Use the modulo operator (%) to test a number’s remainder when divided by 2. A remainder of 0 means even; otherwise, it’s odd. Below are practical options for single numbers and collections, plus notes on edge cases.

Method 1: Use the modulo operator (%)

Why this works: Parity is defined by divisibility by 2. n % 2 evaluates to 0 for even integers and 1 for odd integers.

Step 1: Define a function that returns "Even" or "Odd" using the remainder.

def check_odd_even(n: int) -> str:
    return "Even" if n % 2 == 0 else "Odd"

Step 2: Call the function with sample values to verify behavior.

print(check_odd_even(2))    # Even
print(check_odd_even(7))    # Odd
print(check_odd_even(0))    # Even
print(check_odd_even(-3))   # Odd

Step 3: Accept user input and convert it to an integer before checking.

num = int(input("Enter an integer: "))
print(check_odd_even(num))

Tip: Zero is even. Negative integers follow the same parity rules as positive integers.


Method 2: Use bitwise AND with 1

Why this works: The least significant bit (LSB) of an integer is 1 for odd numbers and 0 for even numbers. You can read that bit using bitwise AND (&).

Step 1: Test the least significant bit to determine parity.

def is_even(n: int) -> bool:
    return (n & 1) == 0

print("Even" if is_even(24) else "Odd")  # Even
print("Even" if is_even(7) else "Odd")   # Odd

Note: Bitwise checks are for integers. If you receive floats, convert with int() only when it makes sense to truncate, or validate input type first.


Method 3: Check parity across a list or tuple

Why this helps: When scanning a collection, short-circuit evaluation avoids unnecessary work. The built-in any() returns as soon as a True value is found.

Step 1: Detect if any value is odd using a generator expression.

nums = [1, 2, 3, 4, 5]
has_odd = any(n % 2 == 1 for n in nums)
print(has_odd)  # True

Step 2: Check if all values are even using all().

all_even = all(n % 2 == 0 for n in nums)
print(all_even)  # False

Step 3: Label each element as Odd/Even. Using map returns an iterator, which can be memory-friendly for large inputs.

labels = map(lambda n: f"{n} {'Even' if n % 2 == 0 else 'Odd'}", nums)
print("\n".join(labels))
# 1 Odd
# 2 Even
# 3 Odd
# 4 Even
# 5 Odd

Common pitfalls and tips:

  • Parity applies to integers. Decide how to handle non-integers (reject or convert) before checking.
  • For simple readability, prefer n % 2. For low-level parity checks on integers, n & 1 is also valid.
  • Use generator expressions with any() or all() to short-circuit scans over large iterables.

That’s all you need to quickly determine parity in Python—stick with % 2 for clarity, or use & 1 for a bit-level check, and lean on any()/all() to scan collections efficiently.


Problem details | Say how many lines of the material below contain the word "ETLCustomVbcMaster", with no other words.
── Records provided
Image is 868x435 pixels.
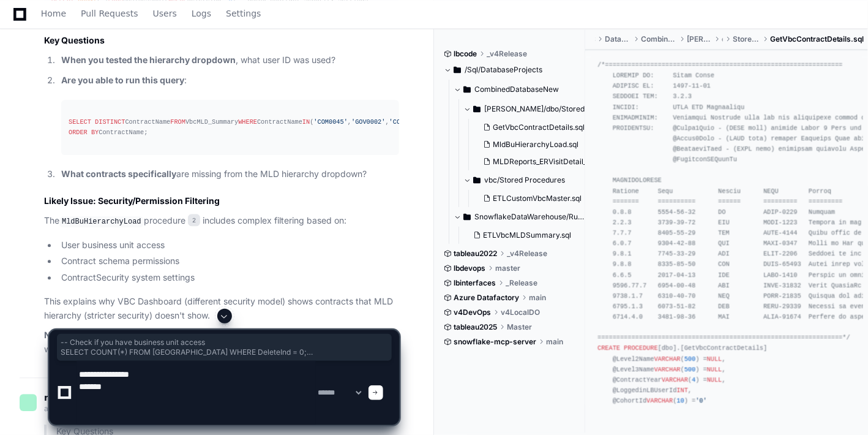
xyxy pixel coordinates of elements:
h2: Key Questions [44,35,399,47]
span: SnowflakeDataWarehouse/RunAlways/StoredProcedures [474,212,586,222]
p: : [61,73,399,88]
span: ETLVbcMLDSummary.sql [483,230,571,240]
span: Settings [226,10,260,17]
span: GetVbcContractDetails.sql [770,35,864,44]
span: GetVbcContractDetails.sql [493,122,584,132]
span: 2 [188,214,200,226]
span: ORDER [68,129,88,136]
span: DISTINCT [95,118,125,126]
li: User business unit access [58,238,399,252]
span: -- Check if you have business unit access SELECT COUNT(*) FROM [GEOGRAPHIC_DATA] WHERE DeleteInd ... [61,338,388,357]
li: ContractSecurity system settings [58,270,399,285]
button: CombinedDatabaseNew [454,80,586,100]
code: MldBuHierarchyLoad [59,216,144,227]
span: CombinedDatabaseNew [641,35,677,44]
button: MLDReports_ERVisitDetail_Load.sql [478,153,598,170]
svg: Directory [473,102,481,117]
p: are missing from the MLD hierarchy dropdown? [61,167,399,181]
span: IN [302,118,310,126]
p: , what user ID was used? [61,53,399,67]
button: ETLVbcMLDSummary.sql [469,227,579,244]
button: vbc/Stored Procedures [464,170,596,190]
strong: When you tested the hierarchy dropdown [61,54,236,65]
button: [PERSON_NAME]/dbo/Stored Procedures [464,100,596,119]
button: SnowflakeDataWarehouse/RunAlways/StoredProcedures [454,207,586,227]
span: Pull Requests [80,10,138,17]
span: vbc/Stored Procedures [484,175,565,185]
button: MldBuHierarchyLoad.sql [478,136,598,153]
span: WHERE [238,118,257,126]
span: lbdevops [454,263,486,273]
span: tableau2022 [454,249,497,258]
span: 'GOV0002' [351,118,385,126]
button: ETLCustomVbcMaster.sql [478,190,588,207]
strong: What contracts specifically [61,169,176,179]
span: BY [91,129,99,136]
span: FROM [170,118,186,126]
span: _Release [505,278,538,288]
span: SELECT [68,118,91,126]
span: MldBuHierarchyLoad.sql [493,140,579,150]
span: Stored Procedures [733,35,760,44]
span: dbo [722,35,723,44]
span: ETLCustomVbcMaster.sql [493,193,581,203]
span: main [529,293,546,302]
span: Sql [595,35,596,44]
strong: Are you able to run this query [61,75,184,85]
span: CombinedDatabaseNew [474,85,559,95]
span: _v4Release [487,49,527,59]
div: ContractName VbcMLD_Summary ContractName ( , , ) ContractName; [68,117,392,138]
span: master [495,263,520,273]
span: MLDReports_ERVisitDetail_Load.sql [493,157,615,167]
span: [PERSON_NAME]/dbo/Stored Procedures [484,104,596,114]
svg: Directory [454,62,461,77]
span: v4DevOps [454,307,491,317]
span: Logs [191,10,211,17]
span: 'COM0006' [390,118,423,126]
span: v4LocalDO [500,307,540,317]
li: Contract schema permissions [58,254,399,268]
span: lbinterfaces [454,278,496,288]
span: DatabaseProjects [605,35,631,44]
p: The procedure includes complex filtering based on: [44,214,399,229]
p: This explains why VBC Dashboard (different security model) shows contracts that MLD hierarchy (st... [44,294,399,323]
span: /Sql/DatabaseProjects [464,65,542,75]
span: lbcode [454,49,477,59]
span: Azure Datafactory [454,293,519,302]
button: GetVbcContractDetails.sql [478,119,598,136]
span: _v4Release [507,249,547,258]
button: /Sql/DatabaseProjects [444,60,576,80]
span: Users [153,10,177,17]
span: [PERSON_NAME] [687,35,712,44]
svg: Directory [464,210,471,224]
span: 'COM0045' [314,118,348,126]
span: Home [41,10,66,17]
svg: Directory [473,173,481,187]
svg: Directory [464,82,471,97]
h2: Likely Issue: Security/Permission Filtering [44,195,399,207]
────
Exercise answer | 2